Marketing

Mike Volpe on What Would Happen if You Shut Off Your Marketing

December 21, 2015

The problem with most marketing is that we do it just to do it. The bigger problem is that we constantly have to feed the beast. We’re always sinking money into it, and when we shut off the money faucet, the leads dry up.

I had a chance to speak with Mike Volpe, former CMO of HubSpot and current angel investor, at a panel discussion for OpenView Partner portfolio companies last month. We talked about, among other things, how to find top-notch talent and the importance of defining your own market.

I also asked him about the “best” kind of marketing, and what the new marketing landscape looked like. Mike said there’s really nothing new in marketing. Rather, we should just figure out how to use what we’ve got more effectively, and not waste money on things like advertising or “paying rent.” (More on that in a minute.)

He told us about a company he’s currently advising, and the changes they’ve made to their marketing program — like cutting marketing spend by 80%.

“They were spending a lot of money on all these advertising-related things,” said Mike. “The problem is that every single time you get traffic or a lead, you’re paying a toll for every single one of those.”

As you would expect, Mike is instead a big proponent of inbound marketing — free tools, a freemium pricing model, SEO, content marketing, and social media. “You do a bunch of work today and it pays dividends in the future,” he said. “It’s like building your own home. You don’t have to pay rent anymore, and you still have this awesome place where you can live.”

When Mike goes into any new company the first thing he asks is, “What would happen to your pipeline over the next three months if you cut your marketing spend by 100%?”

“If the answer is, ‘Holy shit, it would go into the toilet,’ then you’re not doing your marketing right.”

“All the stats that we showed at HubSpot said that if we cut all of our marketing, our new lead generation would only drop by about 30% over the next three to six months because in many cases content that was months and years old was still generating leads.”

As entrepreneurs, this is precisely what we need to figure out. How can we build something that will bring in business over the long haul, rather than a one time campaign like a billboard or TV commercial Because once the commercial stops or the billboard comes down, those leads disappear.

Instead, we must focus on building a framework that will bring in leads long after we stop. White papers, blog posts, how-to videos, and podcasts — most of your time, energy, and money should go toward building this evergreen content that lives on well after you’ve created it.

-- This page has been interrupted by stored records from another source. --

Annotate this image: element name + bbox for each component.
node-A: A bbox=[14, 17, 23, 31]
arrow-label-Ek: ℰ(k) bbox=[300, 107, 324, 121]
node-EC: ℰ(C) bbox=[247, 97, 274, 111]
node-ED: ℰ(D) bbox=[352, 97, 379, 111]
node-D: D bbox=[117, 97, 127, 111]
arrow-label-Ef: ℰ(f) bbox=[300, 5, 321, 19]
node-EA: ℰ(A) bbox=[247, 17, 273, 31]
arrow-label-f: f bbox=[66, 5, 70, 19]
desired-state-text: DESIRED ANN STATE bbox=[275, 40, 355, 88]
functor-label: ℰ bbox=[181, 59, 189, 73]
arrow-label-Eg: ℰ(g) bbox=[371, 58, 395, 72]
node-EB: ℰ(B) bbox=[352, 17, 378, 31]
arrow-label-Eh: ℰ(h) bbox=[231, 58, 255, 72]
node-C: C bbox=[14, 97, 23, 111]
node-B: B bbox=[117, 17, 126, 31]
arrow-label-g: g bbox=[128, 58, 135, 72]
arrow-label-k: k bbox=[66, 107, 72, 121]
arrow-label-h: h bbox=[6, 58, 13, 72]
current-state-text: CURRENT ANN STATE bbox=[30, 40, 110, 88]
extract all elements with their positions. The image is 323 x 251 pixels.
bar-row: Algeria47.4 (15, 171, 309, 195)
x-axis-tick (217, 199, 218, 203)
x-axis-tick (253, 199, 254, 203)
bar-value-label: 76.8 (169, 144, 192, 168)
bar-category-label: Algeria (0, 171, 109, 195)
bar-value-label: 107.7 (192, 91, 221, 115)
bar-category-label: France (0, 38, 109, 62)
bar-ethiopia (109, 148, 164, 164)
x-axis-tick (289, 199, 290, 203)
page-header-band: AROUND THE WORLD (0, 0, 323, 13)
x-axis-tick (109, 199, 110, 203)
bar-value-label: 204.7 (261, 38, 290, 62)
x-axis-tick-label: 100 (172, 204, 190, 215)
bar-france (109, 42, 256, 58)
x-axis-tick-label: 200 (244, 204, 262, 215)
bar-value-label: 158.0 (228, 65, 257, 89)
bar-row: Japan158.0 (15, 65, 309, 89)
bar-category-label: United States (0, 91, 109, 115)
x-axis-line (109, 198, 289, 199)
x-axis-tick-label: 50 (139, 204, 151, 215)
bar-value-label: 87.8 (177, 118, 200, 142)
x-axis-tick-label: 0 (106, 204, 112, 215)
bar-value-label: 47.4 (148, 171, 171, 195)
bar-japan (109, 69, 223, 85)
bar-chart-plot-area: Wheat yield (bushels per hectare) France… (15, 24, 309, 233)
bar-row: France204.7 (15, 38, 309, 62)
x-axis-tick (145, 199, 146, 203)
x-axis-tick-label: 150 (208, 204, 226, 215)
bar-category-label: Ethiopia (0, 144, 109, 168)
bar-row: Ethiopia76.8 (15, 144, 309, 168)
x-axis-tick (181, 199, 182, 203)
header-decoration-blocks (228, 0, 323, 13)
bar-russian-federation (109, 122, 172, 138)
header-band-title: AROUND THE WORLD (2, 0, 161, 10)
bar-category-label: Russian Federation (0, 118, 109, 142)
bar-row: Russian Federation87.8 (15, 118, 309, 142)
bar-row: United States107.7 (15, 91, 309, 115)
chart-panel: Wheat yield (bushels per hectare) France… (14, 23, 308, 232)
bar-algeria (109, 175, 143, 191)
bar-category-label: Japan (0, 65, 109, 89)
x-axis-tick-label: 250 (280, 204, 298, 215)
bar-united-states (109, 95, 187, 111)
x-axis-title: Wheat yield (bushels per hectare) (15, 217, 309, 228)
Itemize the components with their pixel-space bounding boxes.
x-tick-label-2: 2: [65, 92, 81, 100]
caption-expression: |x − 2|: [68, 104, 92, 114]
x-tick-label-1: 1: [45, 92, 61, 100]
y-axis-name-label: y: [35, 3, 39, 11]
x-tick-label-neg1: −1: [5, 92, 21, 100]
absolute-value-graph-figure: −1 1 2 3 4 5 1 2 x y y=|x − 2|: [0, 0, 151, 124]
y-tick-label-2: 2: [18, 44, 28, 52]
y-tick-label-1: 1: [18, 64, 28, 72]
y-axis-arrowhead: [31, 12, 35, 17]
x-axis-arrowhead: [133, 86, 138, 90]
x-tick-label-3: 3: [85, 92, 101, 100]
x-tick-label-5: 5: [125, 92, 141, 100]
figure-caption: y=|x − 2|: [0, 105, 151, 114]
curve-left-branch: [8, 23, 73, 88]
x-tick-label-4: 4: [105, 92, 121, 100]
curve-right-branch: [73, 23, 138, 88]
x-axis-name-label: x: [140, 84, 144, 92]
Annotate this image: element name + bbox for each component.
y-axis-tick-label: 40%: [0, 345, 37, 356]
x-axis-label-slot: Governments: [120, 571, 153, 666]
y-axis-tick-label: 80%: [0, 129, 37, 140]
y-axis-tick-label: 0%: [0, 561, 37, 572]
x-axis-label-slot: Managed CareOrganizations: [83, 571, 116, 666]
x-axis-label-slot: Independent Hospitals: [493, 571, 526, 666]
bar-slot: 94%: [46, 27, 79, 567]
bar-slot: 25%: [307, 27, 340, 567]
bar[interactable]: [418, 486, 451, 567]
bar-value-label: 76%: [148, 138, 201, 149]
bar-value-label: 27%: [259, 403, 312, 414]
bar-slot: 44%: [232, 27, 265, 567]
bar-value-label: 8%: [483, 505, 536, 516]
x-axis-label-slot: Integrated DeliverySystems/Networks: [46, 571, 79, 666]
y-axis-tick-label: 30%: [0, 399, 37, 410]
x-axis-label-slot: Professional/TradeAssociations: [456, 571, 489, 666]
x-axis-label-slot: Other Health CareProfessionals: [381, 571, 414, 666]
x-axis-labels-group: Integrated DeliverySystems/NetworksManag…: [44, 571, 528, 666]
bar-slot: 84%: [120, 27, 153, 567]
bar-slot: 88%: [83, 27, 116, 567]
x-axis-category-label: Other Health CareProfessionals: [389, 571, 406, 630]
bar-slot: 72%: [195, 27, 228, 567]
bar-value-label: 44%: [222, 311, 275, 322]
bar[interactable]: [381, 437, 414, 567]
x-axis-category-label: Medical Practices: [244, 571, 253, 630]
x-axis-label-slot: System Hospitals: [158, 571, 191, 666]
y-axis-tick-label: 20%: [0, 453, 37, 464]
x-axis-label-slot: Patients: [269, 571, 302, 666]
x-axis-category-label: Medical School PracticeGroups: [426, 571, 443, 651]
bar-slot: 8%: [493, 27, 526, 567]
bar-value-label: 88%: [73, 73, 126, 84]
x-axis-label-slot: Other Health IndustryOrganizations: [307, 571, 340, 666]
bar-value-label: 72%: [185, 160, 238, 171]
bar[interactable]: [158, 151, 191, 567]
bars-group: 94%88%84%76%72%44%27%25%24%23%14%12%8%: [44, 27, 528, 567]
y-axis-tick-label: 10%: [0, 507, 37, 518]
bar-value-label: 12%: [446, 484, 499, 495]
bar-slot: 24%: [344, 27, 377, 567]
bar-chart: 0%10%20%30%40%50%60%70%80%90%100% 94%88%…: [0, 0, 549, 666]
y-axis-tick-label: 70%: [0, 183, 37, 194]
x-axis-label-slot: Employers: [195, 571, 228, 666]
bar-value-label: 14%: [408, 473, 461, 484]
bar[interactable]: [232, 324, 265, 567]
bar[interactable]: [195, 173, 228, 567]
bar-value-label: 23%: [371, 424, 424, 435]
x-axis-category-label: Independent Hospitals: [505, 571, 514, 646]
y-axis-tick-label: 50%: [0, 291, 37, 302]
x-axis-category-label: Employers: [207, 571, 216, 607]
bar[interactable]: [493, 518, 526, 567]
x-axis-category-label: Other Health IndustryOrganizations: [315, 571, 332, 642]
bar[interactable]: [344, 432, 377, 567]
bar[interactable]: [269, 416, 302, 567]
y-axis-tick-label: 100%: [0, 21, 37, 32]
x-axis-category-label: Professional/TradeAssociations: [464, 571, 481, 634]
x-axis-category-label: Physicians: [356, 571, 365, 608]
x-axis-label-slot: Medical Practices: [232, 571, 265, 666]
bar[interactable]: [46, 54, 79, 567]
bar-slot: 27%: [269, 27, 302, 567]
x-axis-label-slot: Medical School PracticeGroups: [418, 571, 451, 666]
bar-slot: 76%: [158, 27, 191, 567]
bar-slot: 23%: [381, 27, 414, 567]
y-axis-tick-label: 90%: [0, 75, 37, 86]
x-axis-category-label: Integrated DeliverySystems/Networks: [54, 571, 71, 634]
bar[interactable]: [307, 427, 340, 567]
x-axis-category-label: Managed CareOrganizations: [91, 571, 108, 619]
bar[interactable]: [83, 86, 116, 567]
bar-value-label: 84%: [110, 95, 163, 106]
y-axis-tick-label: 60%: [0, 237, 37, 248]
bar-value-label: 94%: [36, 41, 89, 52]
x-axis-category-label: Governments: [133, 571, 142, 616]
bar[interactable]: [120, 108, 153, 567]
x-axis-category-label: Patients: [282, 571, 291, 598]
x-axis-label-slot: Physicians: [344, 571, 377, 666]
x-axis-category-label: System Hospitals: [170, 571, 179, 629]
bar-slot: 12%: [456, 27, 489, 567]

Advertising may bring in short term leads, but once you shut off the pipeline, everything will dry up immediately, which means you have to keep spending money to keep the pipeline full. Instead, put that same amount of money into content marketing and you’ll not only have a bigger pipeline after a few years, but you can scale back or try new tactics from time to time, without having a disastrous effect.

At the end of the day, good marketing is good marketing, and it’s going to be the same, regardless of the platform you choose, tactic you embrace, or buzzwords you throw around. Focus on the future, without spending a lot of money on things that won’t live on after the money stops.